A European Union climate monitoring agency has found that last month was the hottest September on record, at 1.75C above the pre-industrial average.
But the most worrying thing is that 2023 is on track to become the hottest year ever recorded on the planet.
“2023 has proven to be a very anomalous year,” said Samantha Burgess, deputy director of the EU. Copernicus Climate Change Services (C3S). “We’ve had the warmest June, the warmest July and the warmest August on record. But September has really broken all the previous records we’ve seen in recent months.
“When I talk to my colleagues around the world, no one has ever seen climate monitoring data like this.”
According to numerous data collected from satellites, weather stations and ships and planes around the world, the average air temperature in September was 0.93 C higher than the average for the month from 1991-2020, surpassing the previous record set in 2020 at 0. .5 C.
This comes just a week after the US National Snow and Ice Data Center reported that this year Minimum sea ice extent in the Arctic. was the fifth lowest on record, and the Maximum extent of Antarctic sea ice was the lowest.
With so many record months, the global average temperature so far this year is 1.4 C higher than the pre-industrial average.
The heat was felt around the world this summer. Phoenix, Arizona, experienced a Record 31 consecutive days in which temperatures were 43.3 C or higherbreaking the previous record of 18 days set in 1974. Night temperatures brought no relief, often staying above 32C.
In July, a municipality in China reached a record temperature of 52.2 C.
Canada was not spared from the hot weather either.
“We had the warmest summer [in Canada]. “It wasn’t even close to the previous warmer temperatures even though we had colder temperatures in Montreal, Ottawa and Toronto,” said Dave Phillips, senior climatologist at Environment and Climate Change Canada.
While those cities experienced near-average temperatures for much of the year, that hasn’t been the case this week, as temperatures in those same cities approached 30 C, nearly double the average for this time of year.
Looking ahead to 2024
The last nine years have been nine warmest on record, with 2016 being the warmest of all time. This despite the fact that the El Niño-Southern Oscillation climate pattern, a recurring natural phenomenon in the Pacific Ocean, had been in a cooling phase, known as La Niña, for three years.

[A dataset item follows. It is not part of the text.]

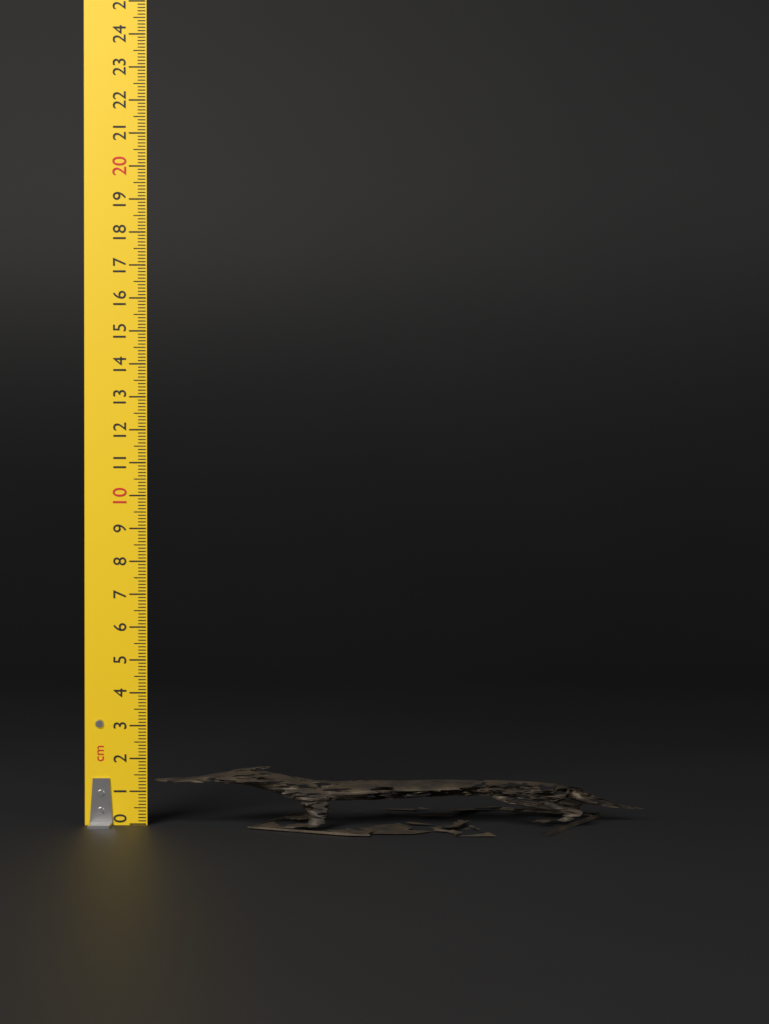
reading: 1.6 cm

Currently, we are experiencing El Niño conditions: a cyclical warming of ocean surface temperatures in the same area of the Pacific. This phase can cause an increase in global temperatures.
Although El Niño only began in July, the U.S. National Oceanic and Atmospheric Administration predicts it will last through the winter and spring.
Because of that, 2024 is expected to be even warmer than 2023, Burgess said. But it’s not clear how warm it is.
“We also know that El Niño is starting in a warmer ocean with a warmer atmosphere than we’ve had in the past,” Burgess said. “So we’re a little bit blind in terms of… how strong this particular event will be.”
Michael E. Mann, a climatologist who popularized the “hockey stick graphic which illustrates rapid global warming, said he is not surprised by the trend.
“Several years ago we published a study that showed that we should expect this streak of record years to continue as long as we continue to generate carbon pollution,” he said in an email.
But Mann (whose recent book, Our fragile moment, addresses how climate has shaped humanity and how we can move forward; He stressed that all is not lost.
“There is no evidence that we are going to suffer rampant warming,” he said. “Warming is constant and will continue as long as carbon emissions continue.
“The good news is that when carbon emissions go to zero, the warming of the planet’s surface ends almost immediately, so there is a direct and immediate impact of our efforts to decarbonize our economy.”
Burgess said these recent findings should be the impetus for change ahead of this year’s meeting. COP 28 climate conference.
“The climate crisis is here, it is affecting us all and we really need ambitious measures,” he said.